Review: The Divine Farce

Read 2/19/11
5 Stars - Highly Recommended / The Next Best Book
Pgs:125

About a month ago, I stumbled across Leapfrog Press. They are an indie publisher who pride themselves on their eclectic quality fiction, poetry, and nonfiction. And I think I am in love.

I chose to test the waters with The Divine Farce - a short but incredibly moving story about three naked strangers who find themselves confined in an incredibly small, pitch black concrete tube. With no room to sit, they stand on a floor of metal grate while the low ceiling oozes Pear Nectar, their only form of sustenance. Unsure whether they will be there for eternity, but convinced it is some sort of Hell, they surrender themselves to their wretched predicament. Until one day, the concrete wall that holds them in begins to crumble ...

The author, Michael Graziano, weaves a warped and demented tale that also doubles as an allegory for our insatiable need to understand the world in which we live. Constantly probing and questioning, never content with the answers we get or the situations we find ourselves in...

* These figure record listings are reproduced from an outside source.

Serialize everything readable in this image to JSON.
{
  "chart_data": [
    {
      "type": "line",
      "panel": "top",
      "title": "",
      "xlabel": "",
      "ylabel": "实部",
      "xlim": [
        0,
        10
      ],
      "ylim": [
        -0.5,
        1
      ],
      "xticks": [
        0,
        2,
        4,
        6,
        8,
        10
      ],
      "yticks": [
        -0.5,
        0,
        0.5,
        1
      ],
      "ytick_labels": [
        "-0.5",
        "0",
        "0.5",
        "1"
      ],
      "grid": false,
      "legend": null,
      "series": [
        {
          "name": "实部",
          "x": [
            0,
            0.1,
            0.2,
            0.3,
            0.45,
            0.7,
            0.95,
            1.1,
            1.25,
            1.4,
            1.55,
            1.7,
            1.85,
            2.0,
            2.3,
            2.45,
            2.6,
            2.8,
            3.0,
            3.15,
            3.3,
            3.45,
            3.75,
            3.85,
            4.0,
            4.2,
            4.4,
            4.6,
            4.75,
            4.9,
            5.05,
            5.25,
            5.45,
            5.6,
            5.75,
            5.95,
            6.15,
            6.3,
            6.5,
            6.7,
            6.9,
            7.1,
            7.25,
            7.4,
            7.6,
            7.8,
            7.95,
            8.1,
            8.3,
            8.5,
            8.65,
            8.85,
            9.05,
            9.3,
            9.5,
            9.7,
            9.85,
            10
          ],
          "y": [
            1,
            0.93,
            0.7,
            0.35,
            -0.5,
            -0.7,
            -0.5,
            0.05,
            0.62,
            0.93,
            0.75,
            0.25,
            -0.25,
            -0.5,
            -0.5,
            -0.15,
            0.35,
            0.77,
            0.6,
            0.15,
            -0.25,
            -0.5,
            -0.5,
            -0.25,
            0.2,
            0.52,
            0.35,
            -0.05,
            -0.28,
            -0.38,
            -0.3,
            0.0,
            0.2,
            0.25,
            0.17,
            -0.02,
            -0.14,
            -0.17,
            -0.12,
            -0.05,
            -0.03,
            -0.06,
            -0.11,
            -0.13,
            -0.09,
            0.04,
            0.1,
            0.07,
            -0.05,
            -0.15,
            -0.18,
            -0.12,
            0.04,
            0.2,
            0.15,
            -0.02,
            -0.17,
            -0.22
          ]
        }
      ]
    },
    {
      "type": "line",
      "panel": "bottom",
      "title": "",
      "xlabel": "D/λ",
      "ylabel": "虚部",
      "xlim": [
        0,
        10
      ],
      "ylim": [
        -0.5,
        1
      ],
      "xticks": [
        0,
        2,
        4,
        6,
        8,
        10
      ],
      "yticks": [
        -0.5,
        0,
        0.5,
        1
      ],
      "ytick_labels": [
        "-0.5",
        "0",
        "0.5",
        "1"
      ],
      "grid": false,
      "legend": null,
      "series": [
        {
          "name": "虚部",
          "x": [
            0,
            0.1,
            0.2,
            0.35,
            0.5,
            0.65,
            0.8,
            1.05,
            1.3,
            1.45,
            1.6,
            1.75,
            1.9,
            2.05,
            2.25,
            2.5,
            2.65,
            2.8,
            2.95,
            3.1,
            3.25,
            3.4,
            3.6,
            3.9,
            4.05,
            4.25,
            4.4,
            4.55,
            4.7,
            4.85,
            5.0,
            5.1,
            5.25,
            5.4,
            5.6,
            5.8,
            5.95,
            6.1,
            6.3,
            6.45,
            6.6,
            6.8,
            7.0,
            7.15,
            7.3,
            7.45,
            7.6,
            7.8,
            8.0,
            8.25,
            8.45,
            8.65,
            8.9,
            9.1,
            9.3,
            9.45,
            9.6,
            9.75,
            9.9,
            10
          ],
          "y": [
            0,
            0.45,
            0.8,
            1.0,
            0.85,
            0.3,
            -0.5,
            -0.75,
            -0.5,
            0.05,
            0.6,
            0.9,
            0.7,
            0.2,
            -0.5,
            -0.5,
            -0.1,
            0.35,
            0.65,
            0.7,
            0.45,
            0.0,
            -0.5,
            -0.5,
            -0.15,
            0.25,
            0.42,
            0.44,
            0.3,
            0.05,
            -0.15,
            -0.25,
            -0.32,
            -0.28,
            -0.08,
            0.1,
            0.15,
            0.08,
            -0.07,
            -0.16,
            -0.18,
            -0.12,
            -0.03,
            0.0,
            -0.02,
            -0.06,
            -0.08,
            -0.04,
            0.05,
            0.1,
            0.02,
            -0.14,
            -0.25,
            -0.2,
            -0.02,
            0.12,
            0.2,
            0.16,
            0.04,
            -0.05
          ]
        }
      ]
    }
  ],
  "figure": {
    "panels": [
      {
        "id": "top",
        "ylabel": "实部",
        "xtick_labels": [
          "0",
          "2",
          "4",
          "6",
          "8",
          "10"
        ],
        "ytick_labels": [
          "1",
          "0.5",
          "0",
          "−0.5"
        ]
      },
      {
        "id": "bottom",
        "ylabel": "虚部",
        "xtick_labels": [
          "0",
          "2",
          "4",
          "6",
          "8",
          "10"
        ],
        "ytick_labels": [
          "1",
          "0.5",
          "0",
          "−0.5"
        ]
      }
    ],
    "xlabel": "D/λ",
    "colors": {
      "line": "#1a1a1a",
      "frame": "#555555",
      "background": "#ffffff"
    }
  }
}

What would you do when everything you knew was about to change? Would you face the unknown or cower from it? Would you be willing to exchange what you know and loathe, what you've grown accustomed to, if given the opportunity to escape it, even if it meant the possibility of entering into something worse?

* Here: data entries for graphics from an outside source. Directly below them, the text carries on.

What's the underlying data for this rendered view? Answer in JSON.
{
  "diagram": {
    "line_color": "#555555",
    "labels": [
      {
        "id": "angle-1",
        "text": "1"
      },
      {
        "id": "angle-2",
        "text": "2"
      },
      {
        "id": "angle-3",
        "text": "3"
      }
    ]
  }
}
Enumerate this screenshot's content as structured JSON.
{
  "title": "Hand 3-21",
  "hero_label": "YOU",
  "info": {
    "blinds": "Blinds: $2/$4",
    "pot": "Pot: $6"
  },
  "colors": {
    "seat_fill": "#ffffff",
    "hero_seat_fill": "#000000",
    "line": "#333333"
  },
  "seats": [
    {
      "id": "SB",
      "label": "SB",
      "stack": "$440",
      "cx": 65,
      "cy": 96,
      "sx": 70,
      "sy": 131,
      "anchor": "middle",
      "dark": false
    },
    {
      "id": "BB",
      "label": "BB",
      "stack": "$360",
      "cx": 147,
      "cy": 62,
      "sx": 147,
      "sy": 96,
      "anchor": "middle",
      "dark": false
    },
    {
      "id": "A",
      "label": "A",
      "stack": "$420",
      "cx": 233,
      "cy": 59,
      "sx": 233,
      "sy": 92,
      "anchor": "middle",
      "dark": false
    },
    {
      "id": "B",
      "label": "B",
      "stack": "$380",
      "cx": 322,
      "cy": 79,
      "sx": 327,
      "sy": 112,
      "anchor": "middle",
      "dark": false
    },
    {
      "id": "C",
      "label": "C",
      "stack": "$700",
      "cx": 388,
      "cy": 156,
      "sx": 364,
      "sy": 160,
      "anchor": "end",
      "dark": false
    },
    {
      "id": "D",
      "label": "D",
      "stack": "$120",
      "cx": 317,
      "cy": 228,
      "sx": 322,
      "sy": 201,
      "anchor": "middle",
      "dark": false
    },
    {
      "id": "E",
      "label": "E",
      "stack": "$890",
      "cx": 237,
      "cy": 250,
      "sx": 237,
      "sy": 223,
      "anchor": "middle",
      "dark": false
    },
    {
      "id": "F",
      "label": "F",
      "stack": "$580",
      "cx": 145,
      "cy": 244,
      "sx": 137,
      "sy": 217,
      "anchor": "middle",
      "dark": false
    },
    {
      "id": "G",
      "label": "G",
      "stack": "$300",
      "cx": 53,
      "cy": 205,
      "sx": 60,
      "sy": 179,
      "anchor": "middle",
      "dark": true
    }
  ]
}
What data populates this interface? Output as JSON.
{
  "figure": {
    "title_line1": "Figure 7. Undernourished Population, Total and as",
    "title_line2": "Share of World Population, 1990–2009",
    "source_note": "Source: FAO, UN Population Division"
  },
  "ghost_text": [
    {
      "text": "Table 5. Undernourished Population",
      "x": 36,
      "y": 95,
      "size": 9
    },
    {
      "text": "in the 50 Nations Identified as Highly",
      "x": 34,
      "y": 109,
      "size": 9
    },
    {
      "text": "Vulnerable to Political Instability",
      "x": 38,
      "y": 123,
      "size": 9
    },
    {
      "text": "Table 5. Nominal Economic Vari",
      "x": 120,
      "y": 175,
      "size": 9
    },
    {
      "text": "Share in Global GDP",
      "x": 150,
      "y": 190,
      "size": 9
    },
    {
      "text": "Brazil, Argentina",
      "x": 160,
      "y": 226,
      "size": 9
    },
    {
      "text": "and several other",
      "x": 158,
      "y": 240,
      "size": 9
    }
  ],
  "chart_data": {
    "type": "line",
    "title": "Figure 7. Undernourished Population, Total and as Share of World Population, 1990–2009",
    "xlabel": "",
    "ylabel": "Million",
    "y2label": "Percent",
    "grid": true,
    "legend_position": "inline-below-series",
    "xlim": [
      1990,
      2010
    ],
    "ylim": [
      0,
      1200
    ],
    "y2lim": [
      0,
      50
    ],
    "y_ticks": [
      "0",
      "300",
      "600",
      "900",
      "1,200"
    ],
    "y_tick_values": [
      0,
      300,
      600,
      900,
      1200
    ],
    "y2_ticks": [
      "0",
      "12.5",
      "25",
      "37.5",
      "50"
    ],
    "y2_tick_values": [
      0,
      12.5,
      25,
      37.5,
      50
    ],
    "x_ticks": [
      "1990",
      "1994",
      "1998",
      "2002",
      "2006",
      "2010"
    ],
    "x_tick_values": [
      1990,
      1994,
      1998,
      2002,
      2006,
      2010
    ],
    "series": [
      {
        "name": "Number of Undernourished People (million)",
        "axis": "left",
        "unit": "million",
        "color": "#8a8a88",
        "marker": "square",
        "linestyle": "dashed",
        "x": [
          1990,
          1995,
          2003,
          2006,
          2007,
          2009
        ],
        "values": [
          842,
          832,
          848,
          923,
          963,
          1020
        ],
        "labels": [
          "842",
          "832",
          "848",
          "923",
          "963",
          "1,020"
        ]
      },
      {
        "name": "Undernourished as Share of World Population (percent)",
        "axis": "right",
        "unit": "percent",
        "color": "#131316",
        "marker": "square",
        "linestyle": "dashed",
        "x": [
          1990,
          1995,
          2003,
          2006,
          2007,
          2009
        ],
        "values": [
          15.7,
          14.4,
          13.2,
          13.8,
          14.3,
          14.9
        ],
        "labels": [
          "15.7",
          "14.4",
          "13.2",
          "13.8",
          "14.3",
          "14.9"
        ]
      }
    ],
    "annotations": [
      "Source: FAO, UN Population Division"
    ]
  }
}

An amazing story that highlights the best, and worst, of each of us. One that illustrates just how hard it can be to see the brighter side of things when all you really want to do is scream and thrash and give up. But if you persevere, and push forward, and don't give up, that perhaps, you will come to find that there is a light at the end of the tunnel...after all?

1 comment:

  1. This sounds just wonderful. Thanks for reviewing it. I love finding publishers and imprints with a good eye for certain literature. I will check them out.